◆ INSTRUCTIONS TO FOLLOW:
It would help if you retyped the data exactly, leaving out the pictures.

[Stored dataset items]

☆ ☆ ☆ ☆ ☆ ☆ ☆

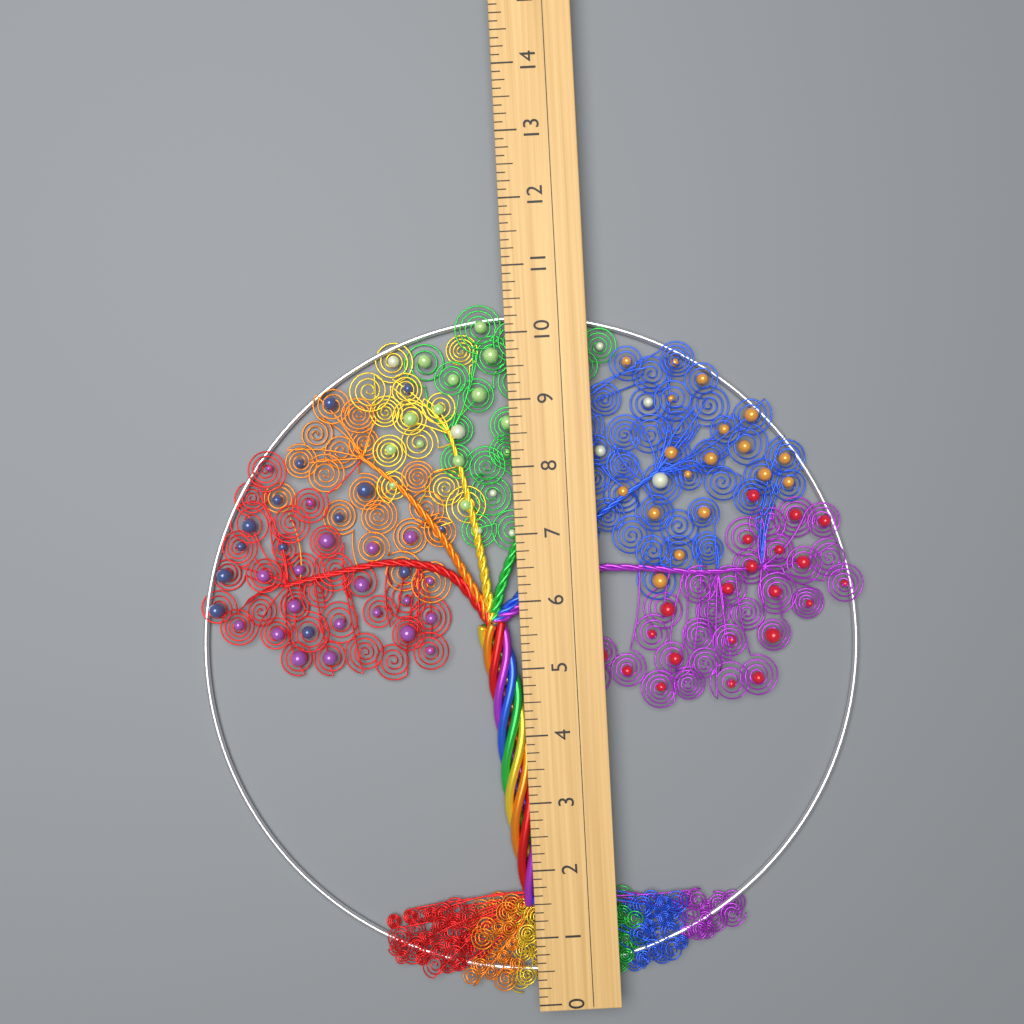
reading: 10.500 (no unit)
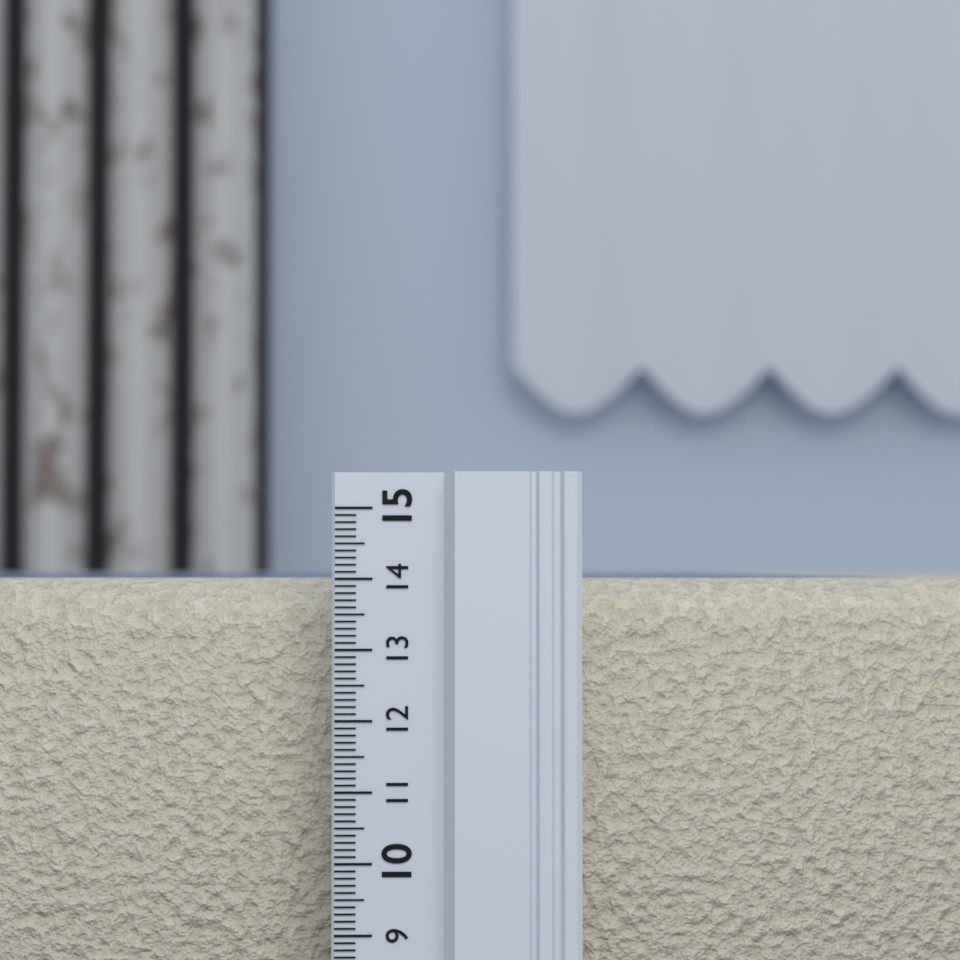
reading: 14.0 (no unit)
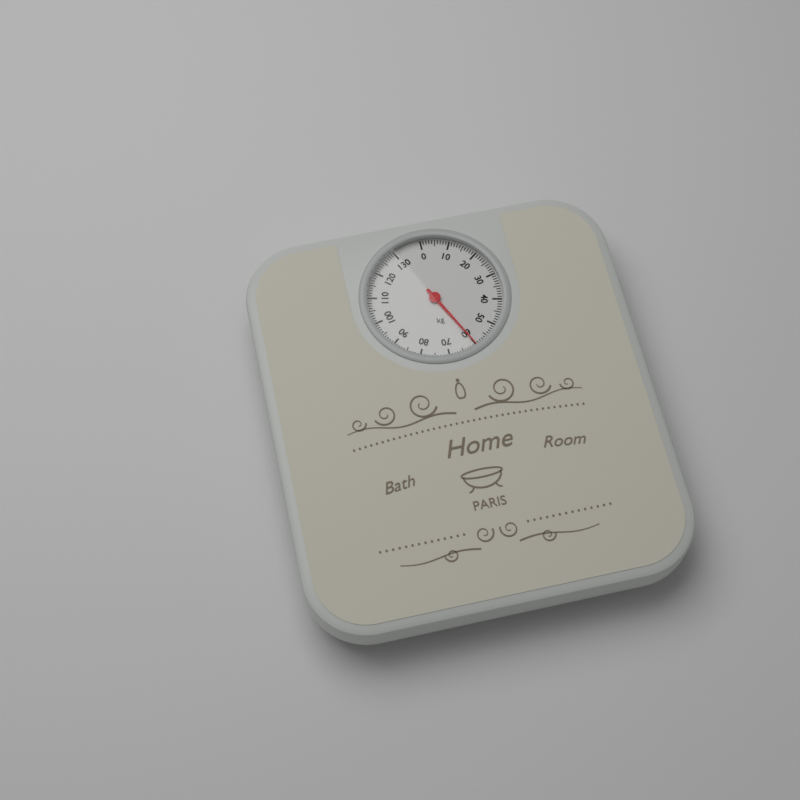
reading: 60 kg
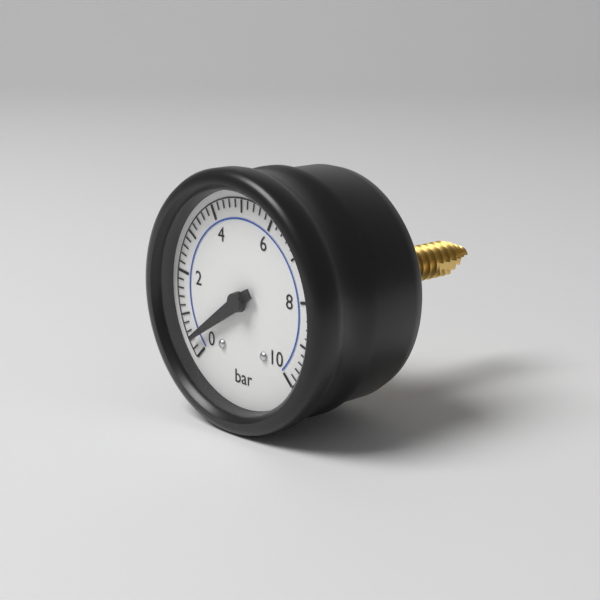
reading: 0.4 bar
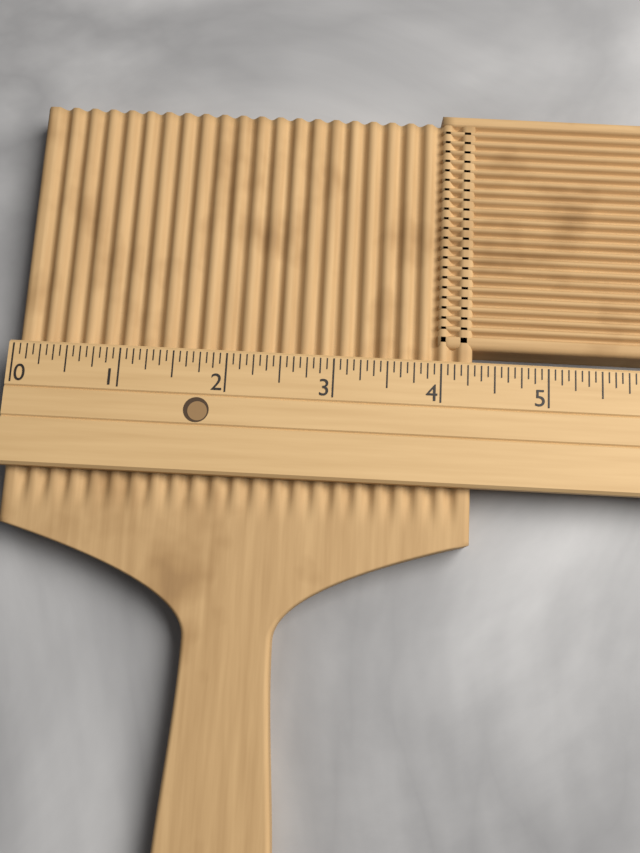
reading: 4.3125 (no unit)
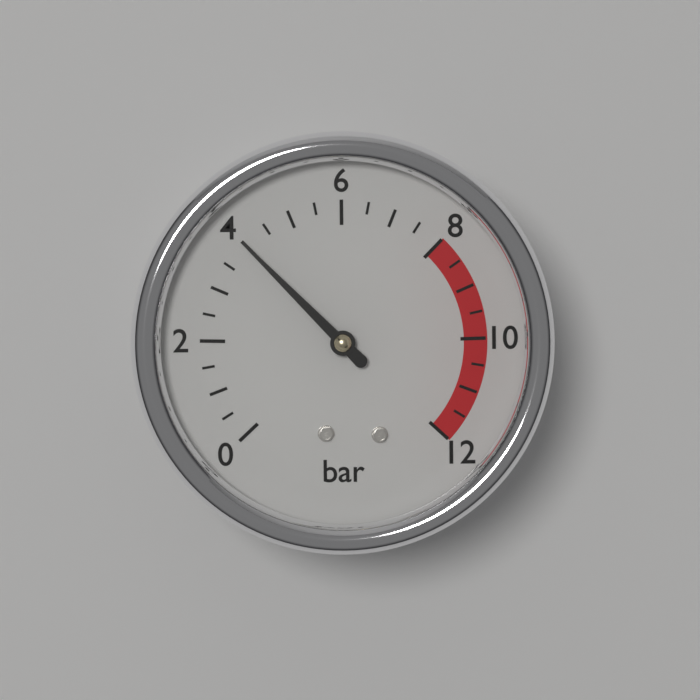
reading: 4.0 bar
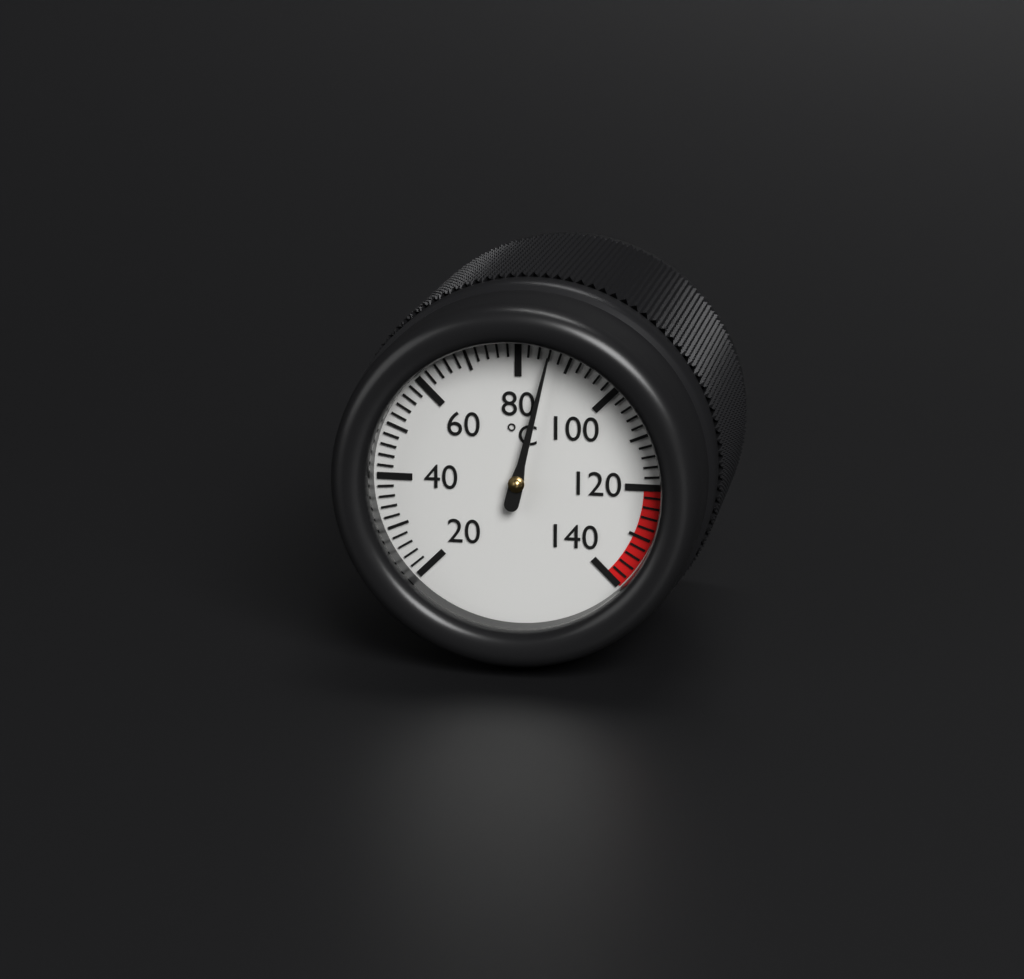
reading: 86 °C
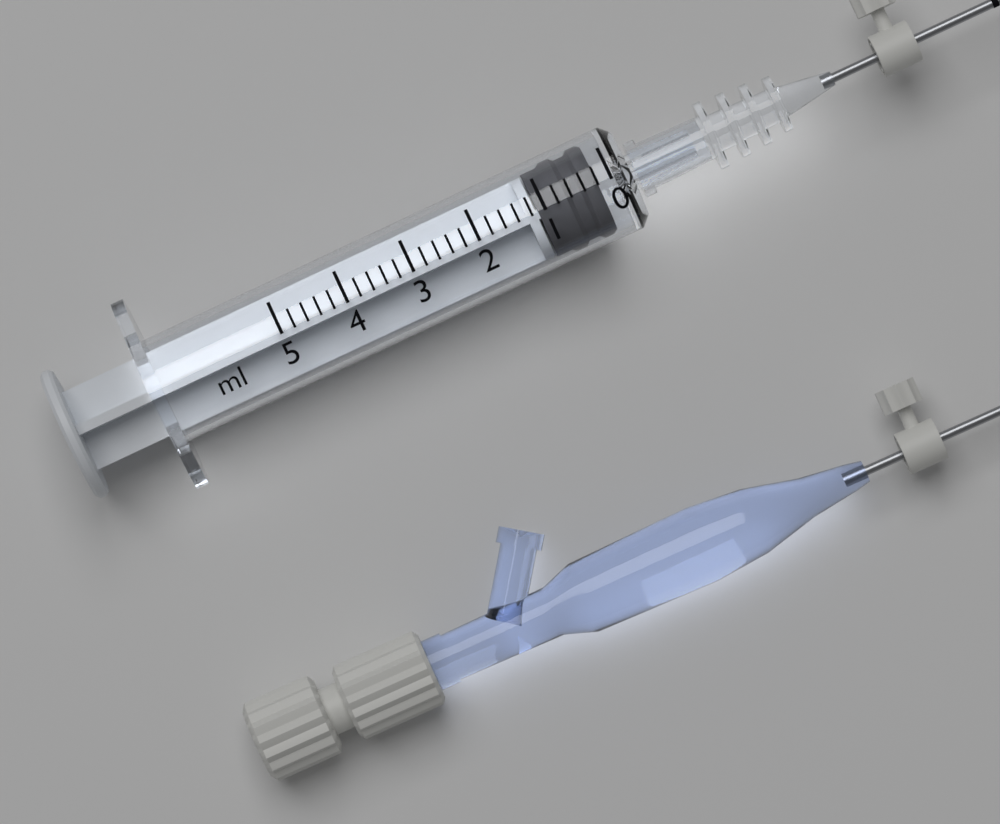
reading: 0.2 ml
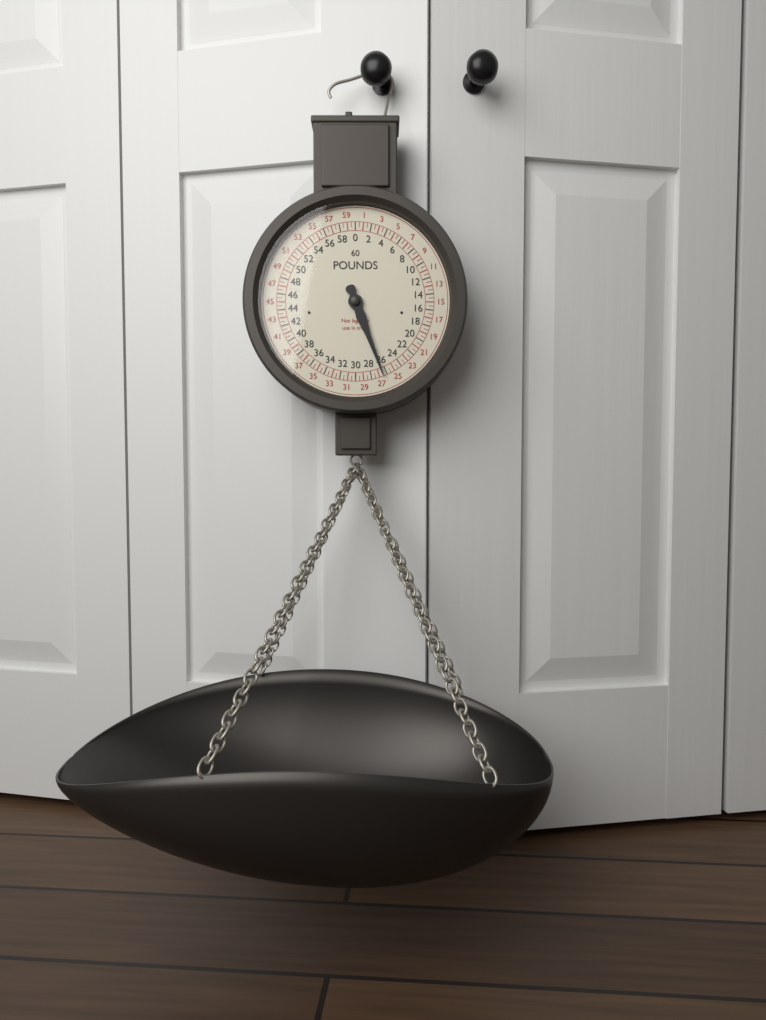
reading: 26.5 lb
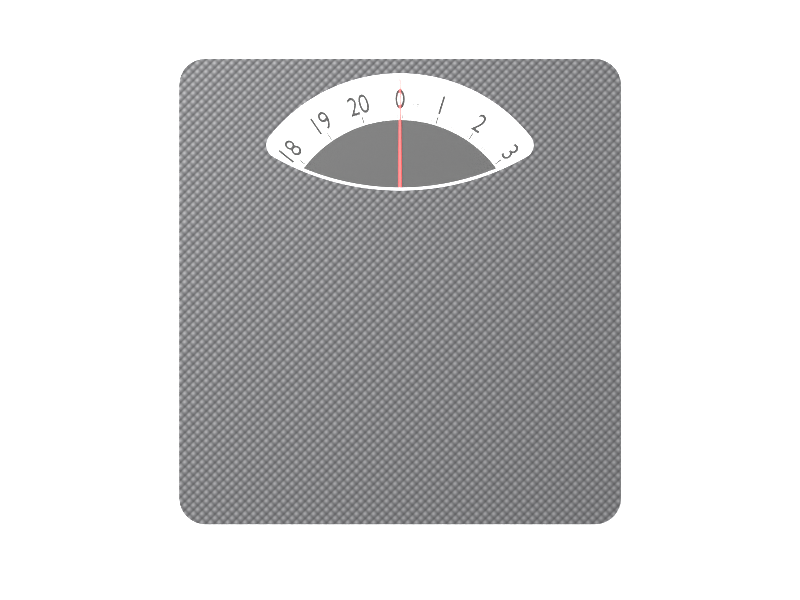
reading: 0.000000 st
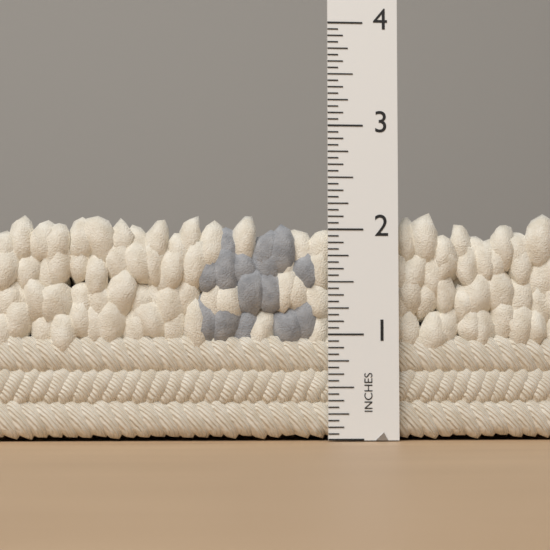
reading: 2.1875 in
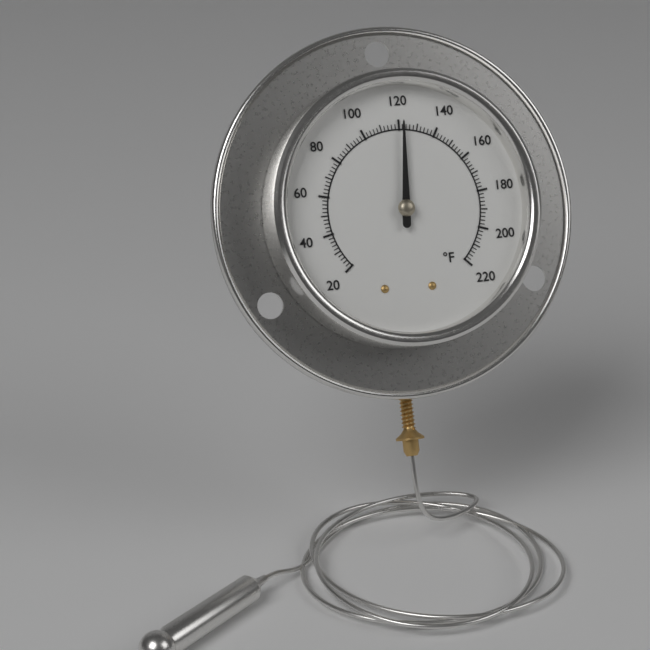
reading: 122 °F
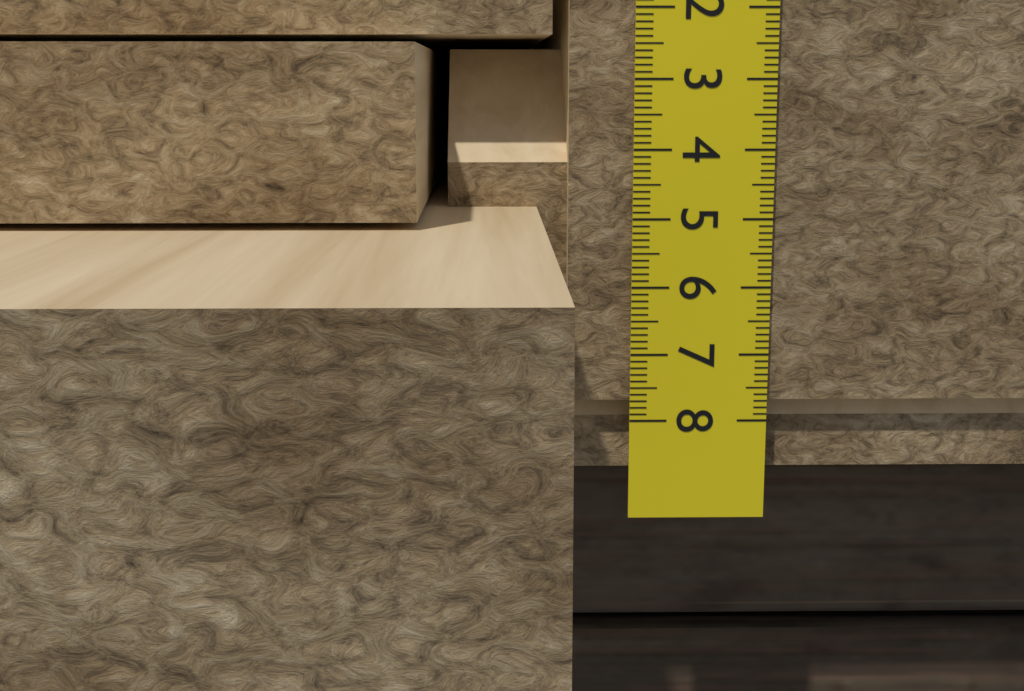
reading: 7.7 cm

☆ ☆ ☆ ☆ ☆ ☆ ☆

◆ TASK SOLUTION:
reading: 10.500 (no unit)
reading: 14.0 (no unit)
reading: 60 kg
reading: 0.4 bar
reading: 4.3125 (no unit)
reading: 4.0 bar
reading: 86 °C
reading: 0.2 ml
reading: 26.5 lb
reading: 0.000000 st
reading: 2.1875 in
reading: 122 °F
reading: 7.7 cm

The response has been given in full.